I plucked this slim vol of shorters to read on a train because it fitted into a pocket of my top coat.
They are classic detective mysteries and, oh joy, they are short stories. And I met a new DLS character: Montague Egg. Dorothy Sayers has been portrayed as a bit of a spinster snob, doting on Lord Peter Wimsey, but Monty Egg is the “travelling representative of Plummet & Rose, Wines and Spirits, Piccadilly”. Dorothy, may I, uses a lot of ingenuity to find murders for Monty to solve. He stars in eleven short stories, six of which are in Hangers Hollers. My point, if there is a point, is that DLS is not a one-trick pony like Agatha Christie. She is as comfortable writing about public houses, her distinction between the commercial room and the bar-parlour is now forgotten, as about Lord Peter, his monocle, and Bunter.

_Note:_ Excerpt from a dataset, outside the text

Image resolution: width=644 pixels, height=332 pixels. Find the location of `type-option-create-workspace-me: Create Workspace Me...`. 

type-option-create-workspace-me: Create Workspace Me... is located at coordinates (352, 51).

Unlike Christie, Sayers inserts shafts of humour.
”Well, my lord, I suppose we can take Her Grace’s word for it?”
”I think you can,” said Wimsey, smiling. “I’ve known my mother practically since my birth, and have always found her very reliable.”
It’s a genre that works best in short stories. Who wants to wade through a heap of cardboard characters and red herrings for a whole novel?
There is one aspect of the genre that is a bit gritty: a murderer was hanged. In real life innocent people were, sometimes, sent to the gallows: never in the detective fiction of the 1930s.